A beautiful ‘nanmu’ book cabinet – furniture with its own back story

A beautiful ‘nanmu’ book cabinet – furniture with its own back story

Our latest container of Chinese antique furniture arrived this week, and with it the final pieces that I selected on my last visit out to Beijing. I’m really pleased with the collection we have right now. It’s a nice mixture between stripped down, understated cabinets and tables in beautiful woods and natural finishes and more striking lacquered and painted pieces. As ever, there are one or two particular gems – rarer items in styles or materials that I don’t often come across on my visits to the many antique warehouses of Beijing or Shanghai.

 Nanmu book cabinet

Nanmu Book Cabinet, Shanxi, circa 1800

Amongst the rarer pieces on this latest container is this lovely book cabinet from Shanxi province in central China that dates from around 1800. It was designed specifically to store books, which would have been stacked one of top of the other as was the custom in China rather than being stood on their ends as we tend to do in the West.  At first glance it doesn’t look that special – the original dark lacquer is quite worn and the style is a classic ‘square-cornered’ box like design. It has a set of doors at the bottom, three small drawers in the middle and an open space above with a single shelf. But there are a couple of elements that make this quite a special find.Firstly, whilst the majority of furniture from Shanxi was made from elm wood, pine or sometimes walnut, this piece is made from a wood known in China as ‘nanmu’. Part of the laurel family, the wood naturally has a lovely olive brown colour, quite similar to walnut, and  has a fine, smooth texture. It grows predominantly in South-West China and is highly resistant to decay – ideal for furniture making.

As it was a rarer wood in China’s northern provinces, and because of its colour and texture, nanmu was quite highly prized and tended to be used in furniture made for the upper echelons of society. Whilst it was certainly not as valued or as expensive as the tropical hardwoods like zitan or huang-huali that were used for the court, nanmu was considered a step up from the more regular elm or other soft woods. Anyone able to commission a piece of furniture like this book cabinet would certainly have been fairly wealthy.

 Secondly, the doors of the cabinet are each inscribed with two Chinese characters in red. The characters on the left essentially read ‘history books’ while those on the right very loosely refer to a ‘reading room’. So this tells us that, not only was the owner rich enough to be able to order this item in nanmu wood, but it was commissioned for a specific purpose – to store his set of books on history, and to be placed in a room that was set aside as a library. So it is possible to imagine that the owner was not only wealthy but also liked to think of himself (and for others to think of him) as something of a scholar!

One other piece in nanmu wood that is currently on display in our showroom is a beautiful, low daybed, also from Shanxi and dating from the same period. While the majority of daybeds I’ve seen are quite rustic in appearance – made from elm with large, chunky frames – this one is much more elegant. Narrower than most daybeds, it has some fine carving around the aprons and beautifully shaped little cabriole legs. Again, this is not an item that the common man in China would ever be able to afford, but would certainly have belonged to a well-to-do family.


◆ **What is required**: When you reach the line that holds "Describe the element", start copying exactly and keep going through the final line of the data, leaving out pictures.

◆ **Provided data**:
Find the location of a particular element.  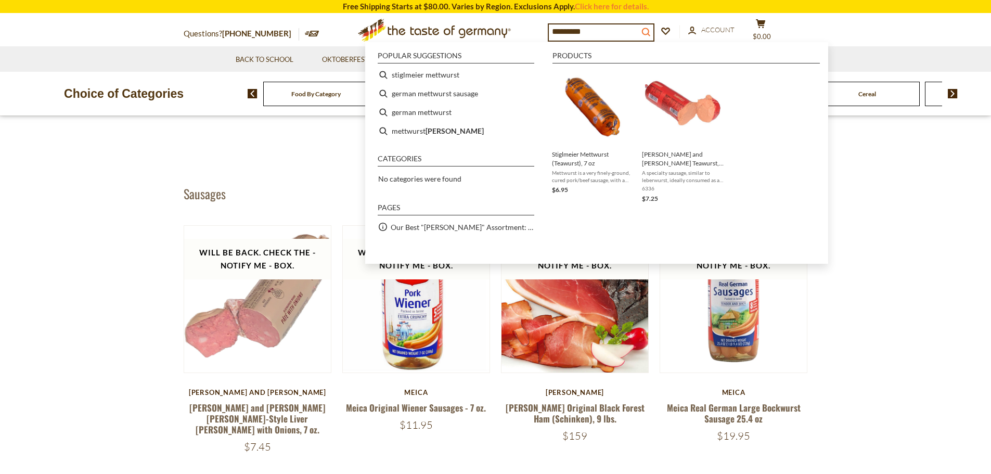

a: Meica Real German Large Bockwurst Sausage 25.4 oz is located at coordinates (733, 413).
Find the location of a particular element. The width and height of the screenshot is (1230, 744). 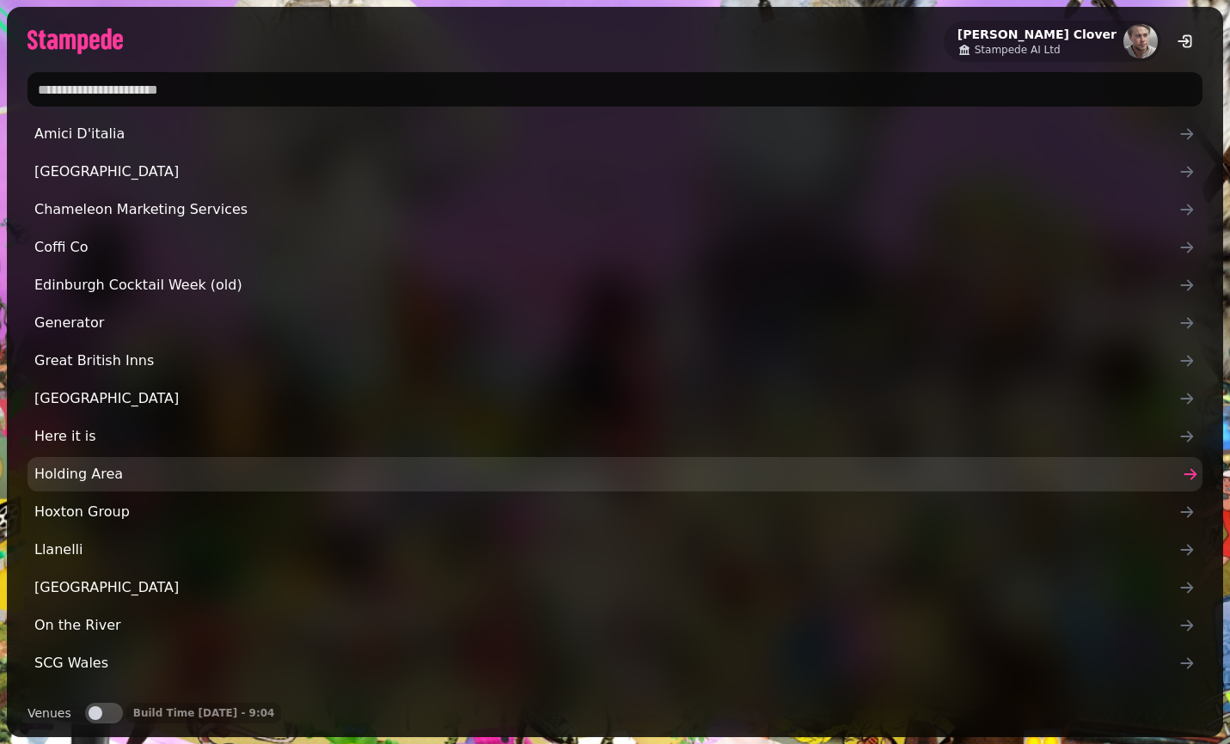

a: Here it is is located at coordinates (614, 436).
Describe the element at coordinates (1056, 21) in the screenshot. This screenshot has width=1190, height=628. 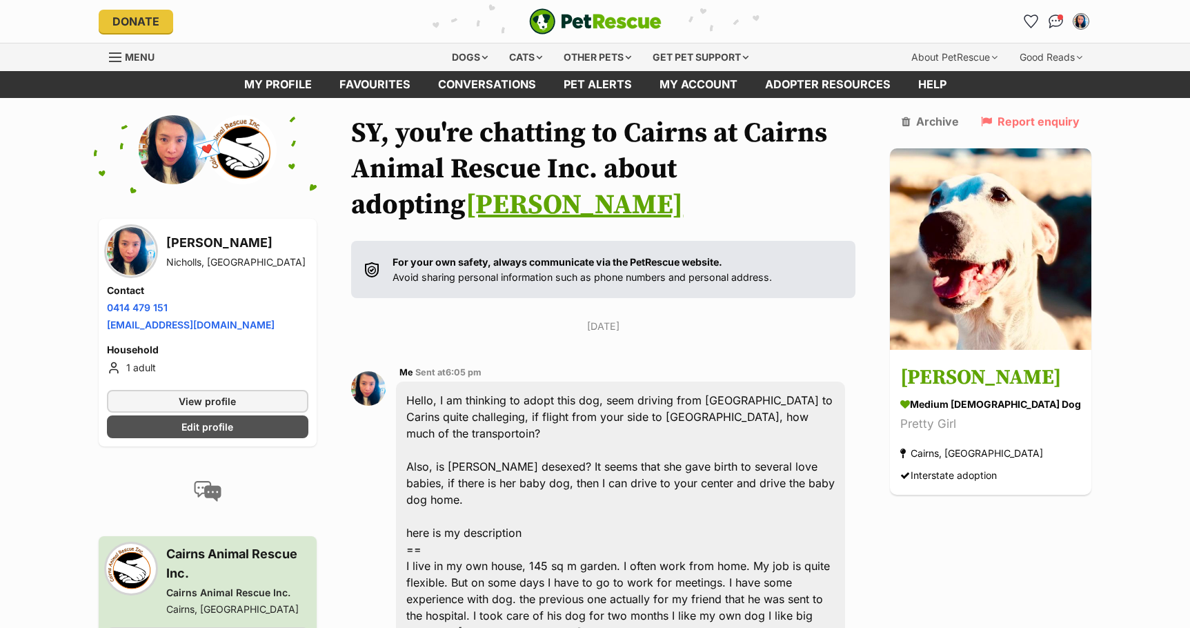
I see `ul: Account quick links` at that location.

◆ **Written solution**:
Describe the element at coordinates (1056, 21) in the screenshot. This screenshot has width=1190, height=628. 
I see `ul: Account quick links` at that location.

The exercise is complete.